The faces in the paintings are all Clayton’s own, but each appears distinct due to odd angles or sharp shading — her nose casts a dark shadow across her face in one, her tucked chin and upward gaze give her a Kubrick stare in another. The dissimilarities are intentional, referencing both racial dysmorphia and, according to her artist’s statement, “the multitudes of self as it relates to outward racial perception and inward cultural identification.” 

Clayton is great at deconstructing an idea that is both specific to her personal experience and universally relatable. In “Face With Mask 1, 2 and 3,” three 13-by-10-inch works are hung as a triptych, with Clayton’s painted self-portraits layered underneath block prints of masks with exaggerated features, like the ones used in Japanese kabuki theater. On the opposite wall of the gallery are three 48-by-34-inch canvases with painted faces, but instead of being covered with masks, these have embroidered pieces of silk hanging down their middles, bisecting each of them. The silk hangs from thin steel wires that are installed just above the self-portraits, and I’m reminded of everything from shop signage to church banners to protest signs. 

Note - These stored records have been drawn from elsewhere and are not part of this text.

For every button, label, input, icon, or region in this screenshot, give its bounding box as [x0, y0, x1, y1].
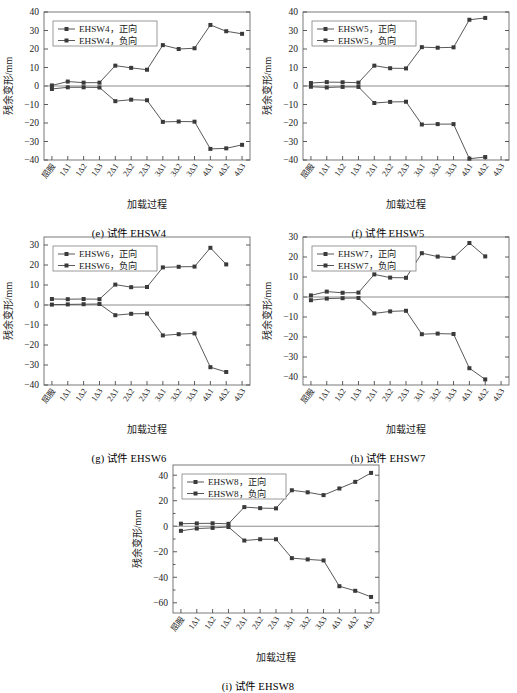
legend-label: EHSW4，正向	[79, 23, 137, 34]
data-point-marker	[129, 66, 133, 70]
x-tick-label: 2Δ2	[380, 387, 395, 403]
chart-panel-ehsw6: −40−30−20−100102030屈服1Δ11Δ21Δ32Δ12Δ22Δ33…	[0, 227, 258, 465]
data-point-marker	[322, 558, 326, 562]
data-point-marker	[404, 66, 408, 70]
x-tick-label: 2Δ1	[234, 615, 249, 631]
data-point-marker	[177, 120, 181, 124]
x-tick-label: 4Δ1	[459, 387, 474, 403]
data-point-marker	[50, 83, 54, 87]
data-point-marker	[242, 505, 246, 509]
data-point-marker	[97, 81, 101, 85]
y-tick-label: −30	[283, 137, 298, 147]
y-tick-label: −20	[24, 340, 39, 350]
x-tick-label: 1Δ3	[349, 162, 364, 178]
legend-marker-sample	[194, 480, 198, 484]
y-tick-label: 0	[293, 292, 298, 302]
x-tick-label: 1Δ3	[219, 615, 234, 631]
data-point-marker	[113, 99, 117, 103]
data-point-marker	[145, 285, 149, 289]
x-tick-label: 3Δ2	[298, 615, 313, 631]
x-tick-label: 4Δ1	[200, 162, 215, 178]
x-tick-label: 4Δ2	[345, 615, 360, 631]
data-point-marker	[258, 537, 262, 541]
legend-label: EHSW7，负向	[338, 260, 396, 271]
data-point-marker	[50, 297, 54, 301]
x-tick-label: 3Δ2	[428, 387, 443, 403]
x-tick-label: 3Δ3	[444, 387, 459, 403]
data-point-marker	[179, 522, 183, 526]
x-tick-label: 3Δ3	[185, 387, 200, 403]
data-point-marker	[129, 285, 133, 289]
y-tick-label: −10	[24, 100, 39, 110]
y-tick-label: 40	[159, 471, 169, 481]
y-axis-title: 残余变形/mm	[261, 282, 273, 341]
data-point-marker	[341, 80, 345, 84]
x-tick-label: 1Δ3	[90, 162, 105, 178]
data-point-marker	[325, 297, 329, 301]
data-point-marker	[145, 312, 149, 316]
data-point-marker	[306, 557, 310, 561]
data-point-marker	[274, 537, 278, 541]
y-tick-label: 20	[289, 252, 299, 262]
x-tick-label: 2Δ2	[380, 162, 395, 178]
chart-svg-ehsw5: −40−30−20−10010203040屈服1Δ11Δ21Δ32Δ12Δ22Δ…	[259, 2, 517, 224]
data-point-marker	[224, 370, 228, 374]
y-tick-label: 40	[30, 7, 40, 17]
data-point-marker	[420, 332, 424, 336]
x-tick-label: 1Δ3	[349, 387, 364, 403]
x-tick-label: 2Δ1	[105, 387, 120, 403]
y-tick-label: 20	[289, 44, 299, 54]
data-point-marker	[193, 331, 197, 335]
x-tick-label: 屈服	[41, 387, 58, 405]
data-point-marker	[242, 539, 246, 543]
legend-label: EHSW6，正向	[79, 248, 137, 259]
y-tick-label: 40	[289, 7, 299, 17]
y-tick-label: −30	[24, 137, 39, 147]
y-tick-label: 10	[30, 63, 40, 73]
chart-svg-ehsw6: −40−30−20−100102030屈服1Δ11Δ21Δ32Δ12Δ22Δ33…	[0, 227, 258, 449]
data-point-marker	[113, 64, 117, 68]
y-tick-label: −20	[283, 118, 298, 128]
data-point-marker	[161, 265, 165, 269]
x-tick-label: 2Δ3	[266, 615, 281, 631]
data-point-marker	[161, 333, 165, 337]
legend-label: EHSW7，正向	[338, 248, 396, 259]
data-point-marker	[290, 488, 294, 492]
data-point-marker	[452, 332, 456, 336]
y-tick-label: −40	[283, 155, 298, 165]
y-tick-label: 20	[30, 44, 40, 54]
data-point-marker	[483, 155, 487, 159]
data-point-marker	[388, 276, 392, 280]
data-point-marker	[208, 23, 212, 27]
series-line-negative	[52, 304, 226, 372]
data-point-marker	[483, 377, 487, 381]
data-point-marker	[309, 85, 313, 89]
data-point-marker	[208, 147, 212, 151]
legend-marker-sample	[65, 264, 69, 268]
x-axis-title: 加载过程	[386, 198, 426, 210]
legend-label: EHSW8，正向	[208, 476, 266, 487]
legend-marker-sample	[324, 264, 328, 268]
x-tick-label: 4Δ2	[216, 387, 231, 403]
data-point-marker	[404, 309, 408, 313]
data-point-marker	[483, 16, 487, 20]
data-point-marker	[290, 556, 294, 560]
chart-svg-ehsw8: −60−40−2002040屈服1Δ11Δ21Δ32Δ12Δ22Δ33Δ13Δ2…	[129, 455, 387, 677]
chart-panel-ehsw5: −40−30−20−10010203040屈服1Δ11Δ21Δ32Δ12Δ22Δ…	[259, 2, 517, 240]
chart-svg-ehsw7: −40−30−20−100102030屈服1Δ11Δ21Δ32Δ12Δ22Δ33…	[259, 227, 517, 449]
y-tick-label: −20	[153, 547, 168, 557]
y-tick-label: −20	[24, 118, 39, 128]
data-point-marker	[356, 291, 360, 295]
panel-caption: (i) 试件 EHSW8	[129, 678, 387, 693]
data-point-marker	[97, 85, 101, 89]
x-tick-label: 2Δ3	[396, 387, 411, 403]
data-point-marker	[341, 291, 345, 295]
data-point-marker	[66, 297, 70, 301]
x-axis-title: 加载过程	[256, 651, 296, 663]
x-tick-label: 1Δ2	[74, 387, 89, 403]
x-tick-label: 屈服	[300, 387, 317, 405]
data-point-marker	[309, 293, 313, 297]
series-line-negative	[311, 298, 485, 379]
data-point-marker	[82, 297, 86, 301]
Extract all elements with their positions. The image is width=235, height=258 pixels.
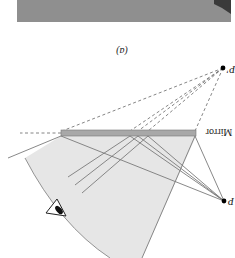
image-point: [221, 66, 226, 71]
object-label: P: [228, 196, 235, 207]
mirror-label: Mirror: [205, 127, 232, 138]
panel-label: (a): [116, 45, 128, 57]
object-point: [222, 199, 227, 204]
photo-strip: [17, 0, 231, 22]
visible-region: [25, 136, 196, 258]
mirror-reflection-figure: (a) Mirror P P': [0, 0, 235, 258]
image-label: P': [226, 64, 235, 75]
mirror: [61, 130, 196, 136]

In the corner of the gallery is a flowy black silk kimono jacket hanging from a wooden rod. The work, “American American American,” is covered in the Japanese word for “American” embroidered over and over, like a compulsive behavior (“All work and no play makes Jack a dull boy”) or a punitive task (Bart Simpson at the chalkboard). The stitches are tight across one half of the jacket, but around the edges of the left side, the words become more spaced out, drifting apart and eventually disappearing completely — as if the embroiderer gave up, exasperated, halfway through.